Audra Jane Heidrichs reports:

In May of this year, six city council members in Lebanon, Ohio, a city located just north of Cincinnati, voted on an ordinance that would effectively outlaw abortion for the 21,000 people that call it home.

As in countless council meetings in small cities across the country where mask mandates, teaching about race in schools and access to reproductive healthcare have become politically charged in America’s current climate, the night unfolded in a series of near-Shakespearean acts.

On the morning the meeting was scheduled, Krista Wyatt, a former firefighter elected to city council in 2018 and the only member expected to vote against the ordinance, formally resigned. In an accompanying statement, Wyatt wrote: “There is a core group of people who have hijacked the council to force their personal, political and religious views on the entire citizenship of Lebanon. It is not fair to the citizens and is not the role of a City Council member to be a moral compass.”

Dozens of people spoke at the meeting later that evening. Some sang, many shared deeply personal experiences of rape or miscarriages and a few even led prayers. Just outside the doors of city hall, pro-choice and anti-abortion groups similarly squared off, shouting at each other and urging passersby to honk in support of one side or the other.

Ultimately though, the vote was a resolute 6-0, making Lebanon the 29th city in the nation, and the first city in Ohio, to pass an enforceable ordinance outlawing abortion within their city limits. As the nation waits for a supreme court ruling on abortion rights, pro-choice advocates and activists across the US know first-hand that any upcoming national ruling might be almost irrelevant given what’s already taken place in Ohio and beyond.

For the last few months, small municipalities – many without any standing abortion clinics – like Lebanon, Mason and soon maybe others, have outlawed abortion. Though women in those cities can still travel to get an abortion, the bans send an intimidating message.

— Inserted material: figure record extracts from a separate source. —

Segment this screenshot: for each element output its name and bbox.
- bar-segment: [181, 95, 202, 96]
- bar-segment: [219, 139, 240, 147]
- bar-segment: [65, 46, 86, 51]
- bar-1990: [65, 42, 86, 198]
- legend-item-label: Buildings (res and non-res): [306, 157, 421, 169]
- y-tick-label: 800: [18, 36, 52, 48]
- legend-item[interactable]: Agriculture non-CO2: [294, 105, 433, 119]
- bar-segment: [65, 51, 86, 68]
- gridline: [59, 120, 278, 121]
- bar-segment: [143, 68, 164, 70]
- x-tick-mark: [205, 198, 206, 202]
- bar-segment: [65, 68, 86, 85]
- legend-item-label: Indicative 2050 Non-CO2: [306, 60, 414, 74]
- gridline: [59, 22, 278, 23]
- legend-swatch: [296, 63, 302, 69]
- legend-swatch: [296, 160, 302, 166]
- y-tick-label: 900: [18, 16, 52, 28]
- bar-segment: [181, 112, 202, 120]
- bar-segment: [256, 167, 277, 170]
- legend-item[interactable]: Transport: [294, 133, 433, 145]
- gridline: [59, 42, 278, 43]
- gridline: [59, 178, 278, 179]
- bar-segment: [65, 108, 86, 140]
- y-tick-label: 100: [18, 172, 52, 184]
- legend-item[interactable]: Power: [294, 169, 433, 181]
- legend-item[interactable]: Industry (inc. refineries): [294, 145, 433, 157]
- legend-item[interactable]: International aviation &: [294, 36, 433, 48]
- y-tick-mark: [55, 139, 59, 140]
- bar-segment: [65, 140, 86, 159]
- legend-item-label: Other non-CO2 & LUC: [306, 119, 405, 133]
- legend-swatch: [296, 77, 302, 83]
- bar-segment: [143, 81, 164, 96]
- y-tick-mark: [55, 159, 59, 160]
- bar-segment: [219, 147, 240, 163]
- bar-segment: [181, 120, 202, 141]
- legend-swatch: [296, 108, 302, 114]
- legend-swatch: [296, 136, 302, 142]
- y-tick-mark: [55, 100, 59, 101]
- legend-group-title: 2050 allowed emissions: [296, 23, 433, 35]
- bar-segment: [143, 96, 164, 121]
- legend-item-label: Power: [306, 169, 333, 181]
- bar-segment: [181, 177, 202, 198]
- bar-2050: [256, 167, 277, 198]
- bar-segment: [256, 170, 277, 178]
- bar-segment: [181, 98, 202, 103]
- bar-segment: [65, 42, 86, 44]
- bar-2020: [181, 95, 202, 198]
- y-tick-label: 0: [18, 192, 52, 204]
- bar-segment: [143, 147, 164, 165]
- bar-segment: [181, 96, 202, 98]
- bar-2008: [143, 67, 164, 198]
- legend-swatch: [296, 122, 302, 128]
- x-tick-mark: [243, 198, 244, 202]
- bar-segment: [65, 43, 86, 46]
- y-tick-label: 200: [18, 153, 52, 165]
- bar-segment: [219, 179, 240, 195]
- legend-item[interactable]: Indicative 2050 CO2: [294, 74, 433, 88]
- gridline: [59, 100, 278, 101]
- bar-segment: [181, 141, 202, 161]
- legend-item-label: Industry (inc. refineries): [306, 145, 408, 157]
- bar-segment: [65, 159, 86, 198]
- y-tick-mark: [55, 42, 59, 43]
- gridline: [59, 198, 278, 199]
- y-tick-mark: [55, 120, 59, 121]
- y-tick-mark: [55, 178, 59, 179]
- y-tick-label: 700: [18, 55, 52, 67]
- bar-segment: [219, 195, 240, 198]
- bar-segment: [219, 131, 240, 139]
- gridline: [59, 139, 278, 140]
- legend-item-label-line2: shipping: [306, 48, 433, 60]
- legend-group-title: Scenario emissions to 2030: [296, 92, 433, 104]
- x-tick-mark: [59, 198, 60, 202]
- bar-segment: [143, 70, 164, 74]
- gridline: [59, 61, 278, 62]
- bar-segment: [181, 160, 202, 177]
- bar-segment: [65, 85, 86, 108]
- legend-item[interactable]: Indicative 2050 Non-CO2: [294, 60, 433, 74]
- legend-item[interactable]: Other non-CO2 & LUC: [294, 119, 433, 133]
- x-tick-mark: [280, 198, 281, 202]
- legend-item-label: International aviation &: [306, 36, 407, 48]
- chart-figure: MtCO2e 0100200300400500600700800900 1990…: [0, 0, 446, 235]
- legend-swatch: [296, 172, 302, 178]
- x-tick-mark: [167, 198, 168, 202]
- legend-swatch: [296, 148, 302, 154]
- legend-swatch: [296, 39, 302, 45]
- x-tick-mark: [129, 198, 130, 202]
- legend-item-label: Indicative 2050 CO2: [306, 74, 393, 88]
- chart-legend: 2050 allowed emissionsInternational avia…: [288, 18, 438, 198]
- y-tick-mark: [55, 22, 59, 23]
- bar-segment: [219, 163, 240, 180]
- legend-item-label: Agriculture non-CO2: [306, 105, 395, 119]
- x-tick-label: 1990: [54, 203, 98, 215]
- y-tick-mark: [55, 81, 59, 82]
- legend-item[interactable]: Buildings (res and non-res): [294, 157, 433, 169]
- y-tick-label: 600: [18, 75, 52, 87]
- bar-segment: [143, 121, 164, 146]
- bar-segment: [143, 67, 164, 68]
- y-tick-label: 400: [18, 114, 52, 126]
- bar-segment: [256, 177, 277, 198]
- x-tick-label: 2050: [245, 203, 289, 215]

Bypassing statehouses and targeting smaller towns and cities governed by council has emerged as a successful strategy for anti-abortion advocates in recent years. In July, a report from the Guttmacher Institute revealed that at least 30 towns in six states – Arkansas, Indiana, New Mexico, New York, Ohio and Texas – have approved municipal abortion bans in the last three years. Some of these ordinances also target specific abortion funds and organizations providing other types of practical support to abortion patients.